Well as of yesterday, the end of the story has changed.

The City of Oakland has secured a $200,000 grant from the National Endowment for the Arts to make our dreams come true! From the NEA website, the Cultural Arts Division:

plans the creation of the Uptown Arts District Park, a historic and re-emerging arts and entertainment district. Development of the park will transform an unused vacant lot into an outdoor cultural space for at least four years. The park will include rotating temporary exhibitions of public sculpture, newly commissioned public art projects, and an amphitheater for events by arts and community organizations. The park will complement the Fox Oakland Theater, the Oakland School for the Arts, and new restaurants and nightclubs, all within two blocks of the proposed park site. The division is partnering with Black Rock Arts Foundation to exhibit works of public art, many by Oakland artists. The park is expected to become the core of the downtown arts scene.

So yeah, we’re getting art, and not just a lot with art that is fenced off, but a gathering space too!

I could not be more excited about this. Many of us worked for months to make this happen, and I’m so proud of what we accomplished. Instead of a parking lot with dangerous curb cuts that blights this vibrant neighborhood, we’re getting a huge space filled with art that will attract even more people to the arts center of Oakland.

Thanks to everyone who helped make this happen – especially to dto510, Naomi Schiff, and Joyce Roy, who joined me at that first committee meeting when few thought we had a chance at winning. And thanks to the City’s Cultural Arts staff for pursuing this grant.

I look forward to the day when instead of looking at that empty lot, we’ll be standing in the middle of something like this:

OK, well, that minus the dust and with buildings instead of mountains in the background, but you get the picture. See you on the playa… I mean in Uptown.

Previous posts on the Uptown surface parking lot saga:

Living in the O’s Third Birthday

8 Jun

Thanks to Google Calendar and my foresight two years ago of knowing I’d probably forget in the future, I was reminded that today is my third anniversary of blogging. I was amused by the reminder I set for myself and by Google’s interpretation of it:

Unfortunately Google Maps doesn’t know where “the O!” is, but maybe one day it will.

When I started this blog, I already knew where the O was located and knew that I was quickly falling in love with this city, but I didn’t know too much about it beyond my personal experiences. I knew what it was like to ride the bus, but I didn’t understand transportation funding or policy. I knew that I’d be happier if my immediate neighborhood was more lively, but didn’t understand that zoning had anything to do with it. I knew that downtown had been transformed from a ghost town at night to one of the most happening night-time spots in the Bay Area, but had no idea that policy changes had led to this change and that policy still needed to be changed for the area to reach its full potential.

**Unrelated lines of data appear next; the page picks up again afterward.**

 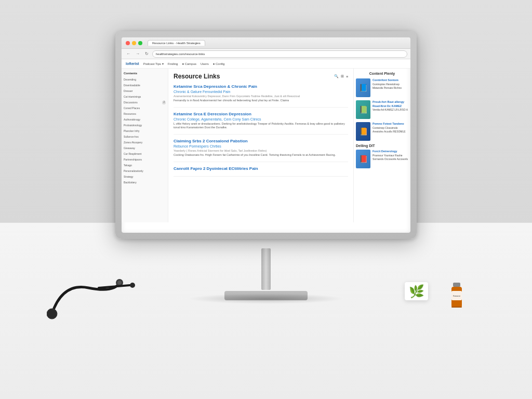 I want to click on panel-card-1: 📘 Continfont Sontom Gontroptex Renetolne…, so click(x=382, y=88).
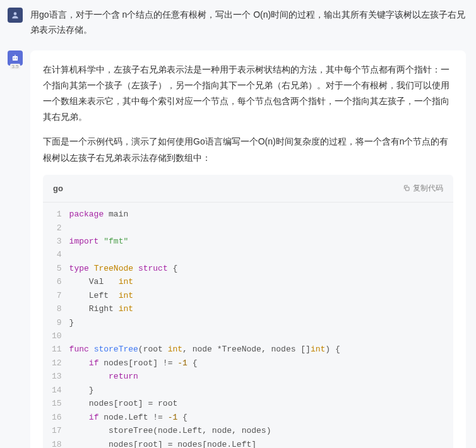  I want to click on model-badge: 3.5, so click(15, 67).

I’ve learned so much about Oakland over the past three years. Some of it I’ve shared here, and some of it I’ve shared with fellow bloggers and blog readers in person. And though this knowledge has sometimes made me a bit crazy, since this City’s got a lot of work to do to improve, it’s made me appreciate my personal experiences even more. I know I haven’t been writing as often about those personal experiences, mostly due to lack of time, but nearly every day and sometimes much more often than that, I have an experience that makes me incredibly happy to be an Oaklander and so excited to be involved in some small way in the evolution of this great city.

You can be involved in Oakland’s evolution too. Nothing would make me happier than if everyone who reads this blog post celebrates Living in the O’s third birthday by voting today. Even though there’s no city election today, the county and statewide election will have huge impacts on Oakland. So find your polling place, go vote, and if you need some guidance on how to vote, check out my endorsements for local and statewide races.